ASSIGNMENT → The required output is the line with "reading: 80 psi" plus all lines that follow it to the end of the listing below, written out exactly, with no pictures.

DATA TO USE →

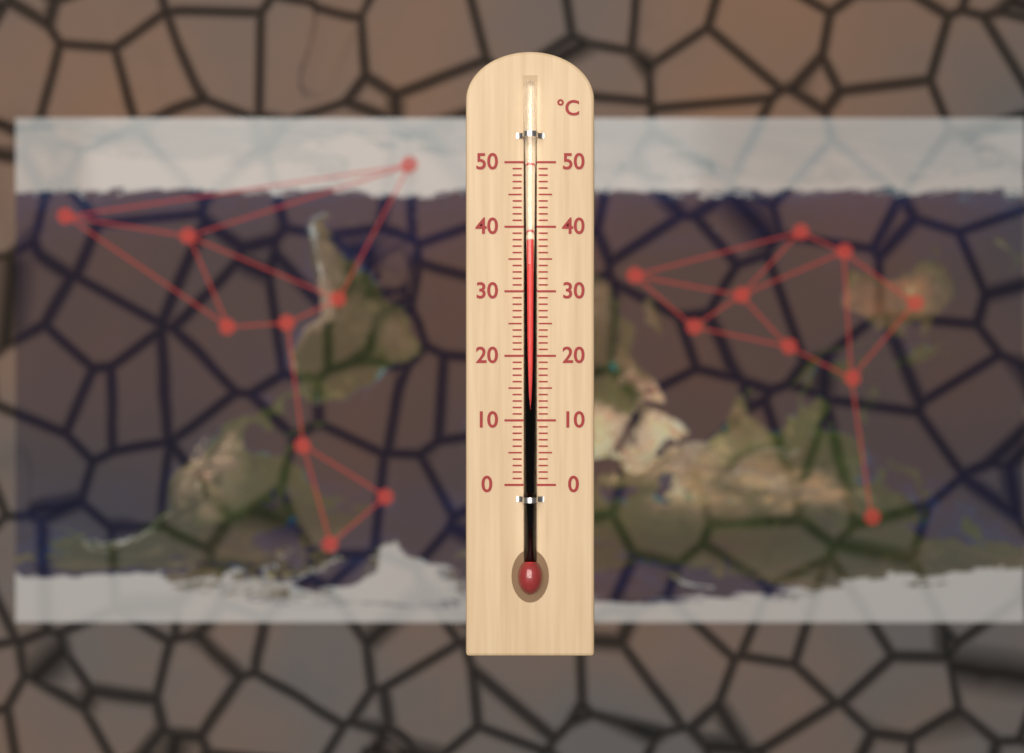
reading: 38 °C
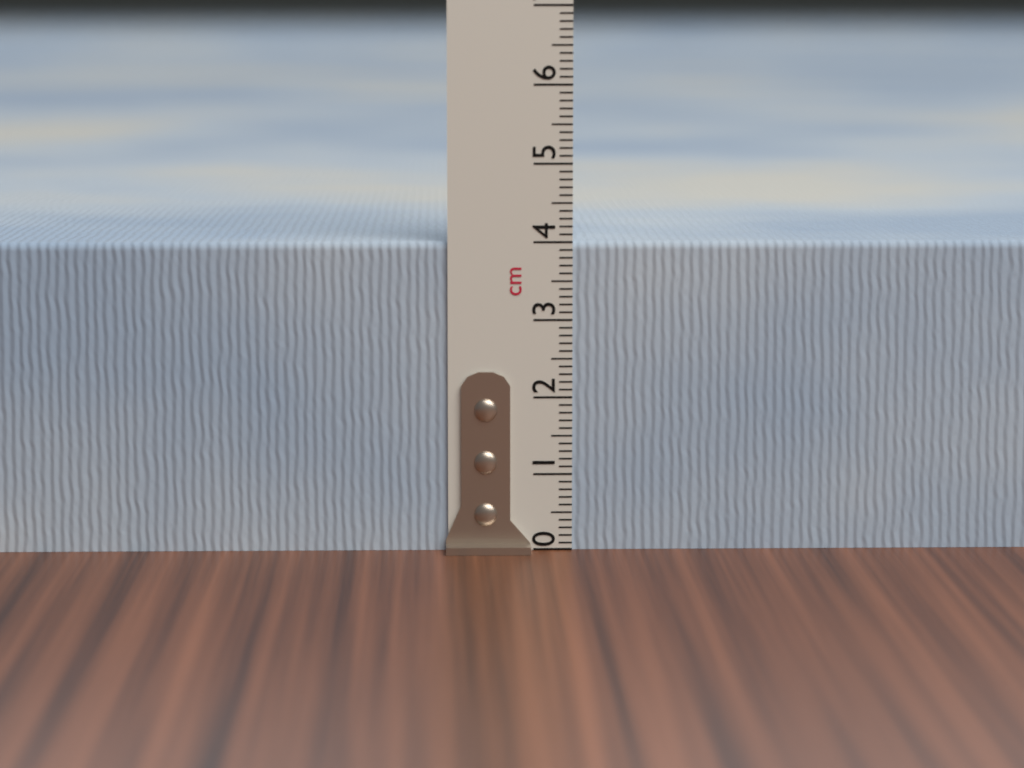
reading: 4.0 cm
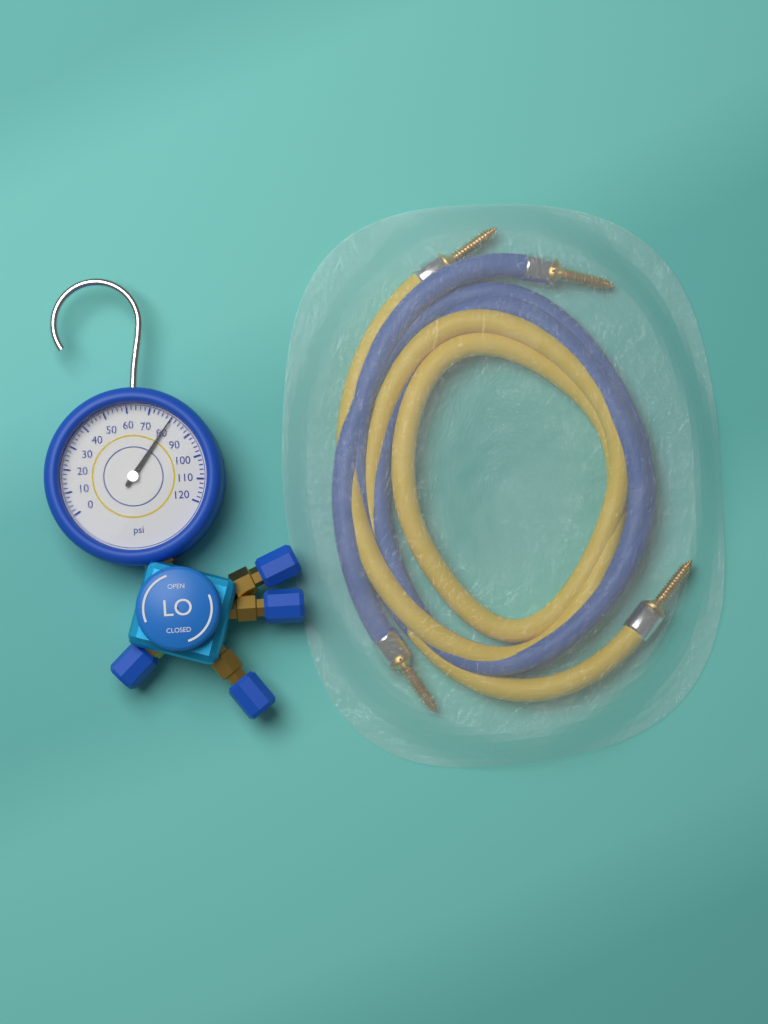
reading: 80 psi
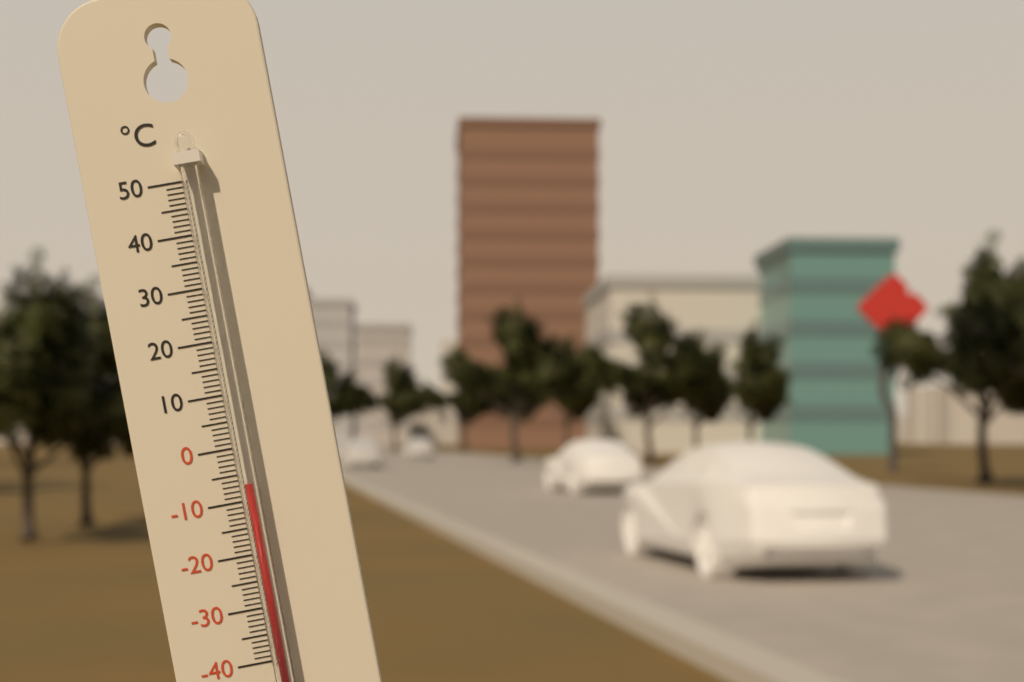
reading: -7 °C
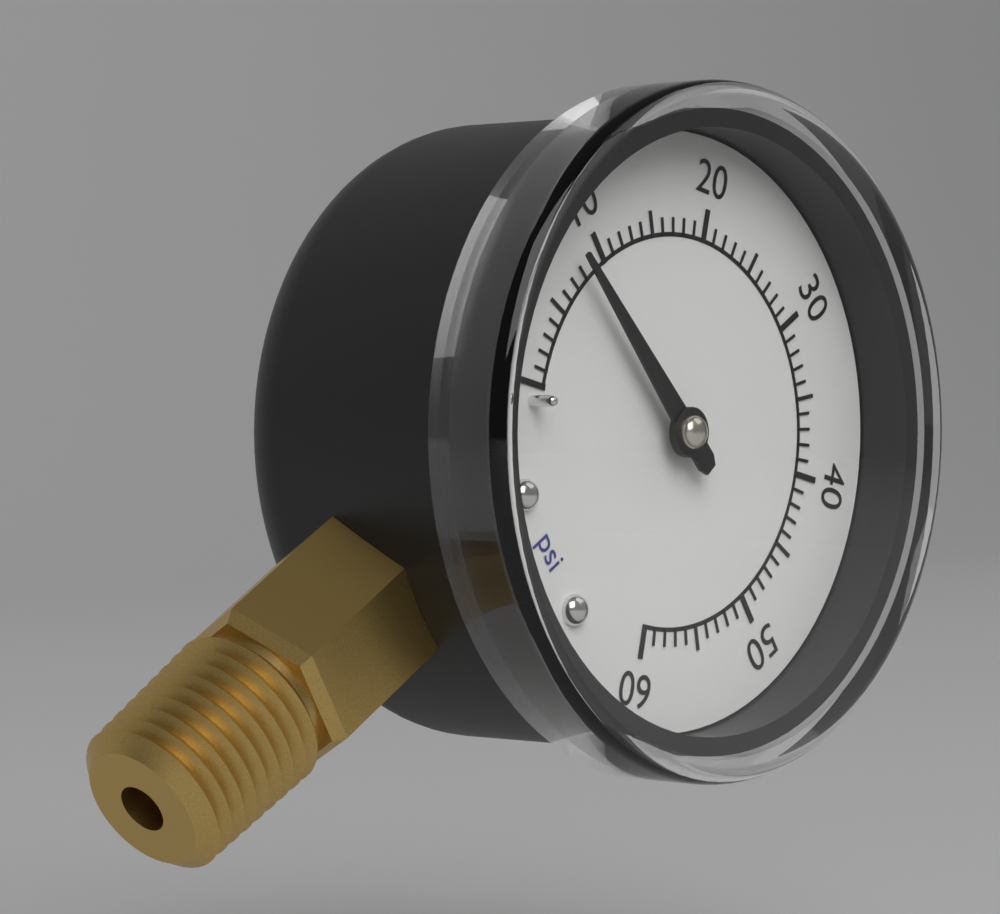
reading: 8 psi
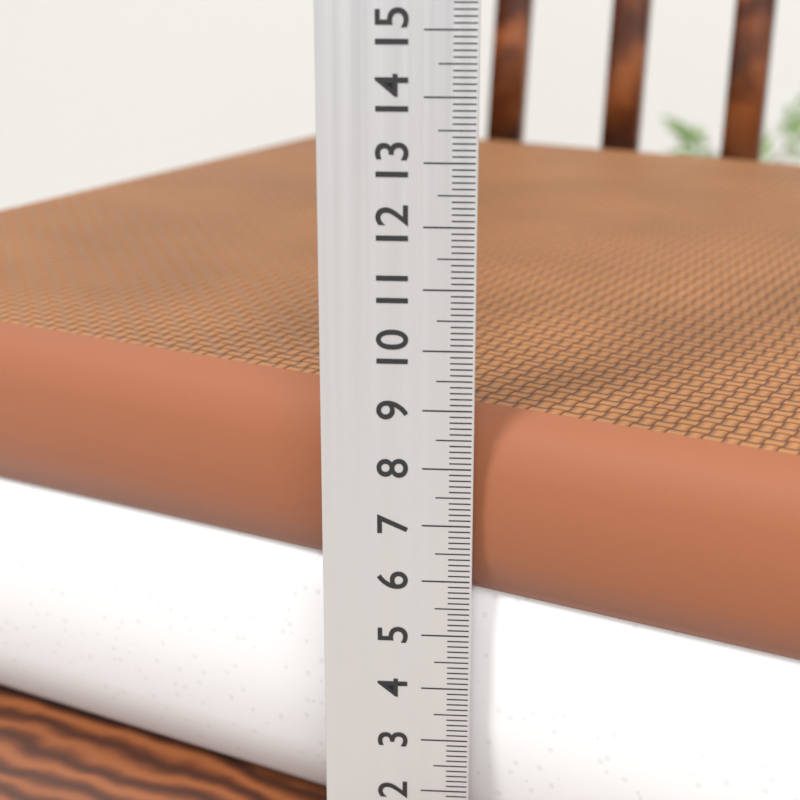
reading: 8.8 cm
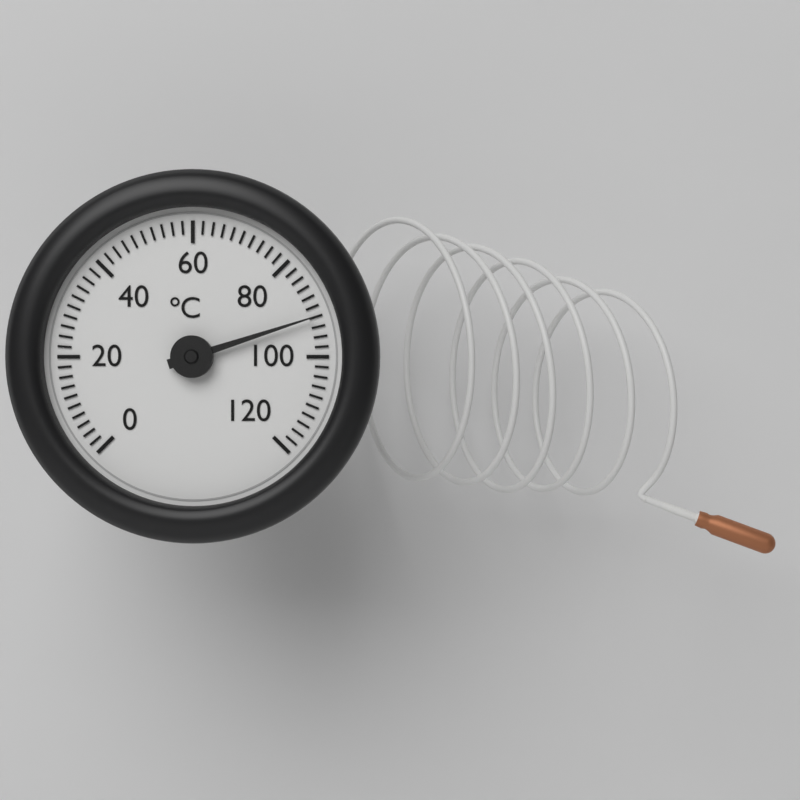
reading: 92 °C
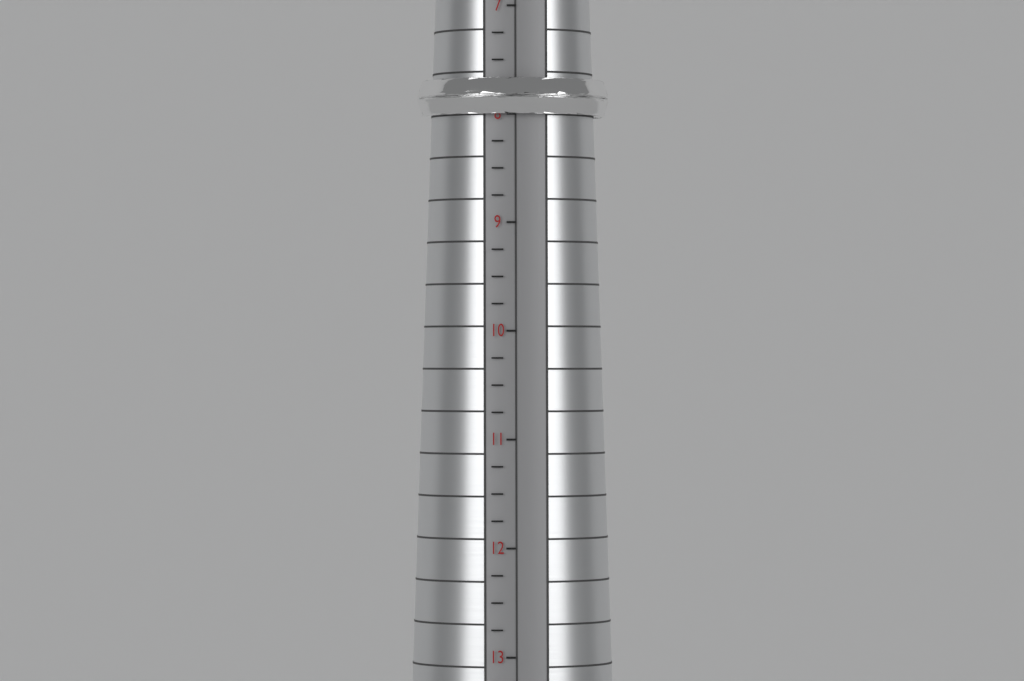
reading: 8.00 (no unit)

EXERCISE SOLUTION →
reading: 80 psi
reading: -7 °C
reading: 8 psi
reading: 8.8 cm
reading: 92 °C
reading: 8.00 (no unit)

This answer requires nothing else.